1st Edition

Look, a Negro! Philosophical Essays on Race, Culture, and Politics

By Robert Gooding-Williams Copyright 2006
    200 Pages
    by Routledge

    200 Pages
    by Routledge

    In Look, a Negro! , political theorist Robert Gooding-Williams imaginatively and impressively unpacks fundamental questions around race and racism. Inspired by Frantz Fanon's famous description of the profound effect of being singled out by a white child with the words Look, a Negro!, his book is an insightful, rich and unusually wide-ranging work of social criticism.

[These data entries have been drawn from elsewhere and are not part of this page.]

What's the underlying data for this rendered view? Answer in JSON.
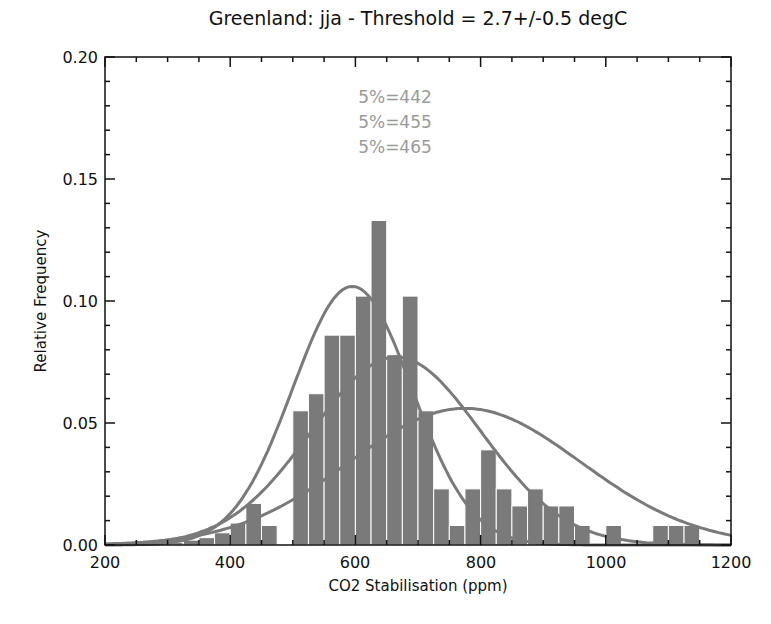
{
  "chart_data": {
    "type": "bar",
    "title": "Greenland: jja - Threshold = 2.7+/-0.5 degC",
    "xlabel": "CO2 Stabilisation (ppm)",
    "ylabel": "Relative Frequency",
    "xlim": [
      200,
      1200
    ],
    "ylim": [
      0,
      0.2
    ],
    "xticks": [
      "200",
      "400",
      "600",
      "800",
      "1000",
      "1200"
    ],
    "yticks": [
      "0.00",
      "0.05",
      "0.10",
      "0.15",
      "0.20"
    ],
    "grid": false,
    "bin_width": 25,
    "histogram": {
      "bin_starts": [
        300,
        325,
        350,
        375,
        400,
        425,
        450,
        500,
        525,
        550,
        575,
        600,
        625,
        650,
        675,
        700,
        725,
        750,
        775,
        800,
        825,
        850,
        875,
        900,
        925,
        950,
        1000,
        1075,
        1100,
        1125
      ],
      "values": [
        0.001,
        0.002,
        0.003,
        0.005,
        0.009,
        0.017,
        0.008,
        0.055,
        0.062,
        0.086,
        0.086,
        0.102,
        0.133,
        0.078,
        0.102,
        0.055,
        0.023,
        0.008,
        0.023,
        0.039,
        0.023,
        0.016,
        0.023,
        0.016,
        0.016,
        0.008,
        0.008,
        0.008,
        0.008,
        0.008
      ]
    },
    "series": [
      {
        "name": "fit-442",
        "type": "line",
        "peak_x": 595,
        "peak_y": 0.106,
        "sigma": 95
      },
      {
        "name": "fit-455",
        "type": "line",
        "peak_x": 665,
        "peak_y": 0.077,
        "sigma": 135
      },
      {
        "name": "fit-465",
        "type": "line",
        "peak_x": 775,
        "peak_y": 0.056,
        "sigma": 185
      }
    ],
    "annotations": [
      "5%=442",
      "5%=455",
      "5%=465"
    ],
    "colors": {
      "bars": "#7a7a7a",
      "curves": "#7a7a7a",
      "annotations": "#9a9a9a",
      "axes": "#111111"
    }
  }
}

    These essays engage themes that have dominated debates on race and racial identity in recent years: the workings of racial ideology (including the interplay of gender and sexuality in the articulation of racial ideology), the viability of social constructionist theories of race, the significance of Afrocentrism and multiculturalism for democracy, the place of black identity in the imagination and articulation of America's inheritance of philosophy, and the conceptualization of African-American politics in post-segregation America.

    Look, a Negro! will be of interest to philosophers, political theorists, critical race theorists, students of cultural studies and film, and readers concerned with the continuing importance of race-consciousness to democratic culture in the United States.

    1. Look, A Negro! 2. Black Cupids, White Desires 3. Disney in Africa and the Inner City 4. Aesthetics and Receptivity: Kant, Nietzsche, Cavell and Astaire 5. Evading Narrative Myth, Evading Prophetic Pragmatism 6. Race, Multiculturalism, and Democracy7. Politics, Racial Solidarity, Exodus!8. On Jorge Gracia's Hispanic/Latino Identity9. Supposing Nietzsche To Be Black, What Then?BibliographyIndex

    Biography

    Robert Gooding-Williams is Professor of Political Science at the University of Chicago.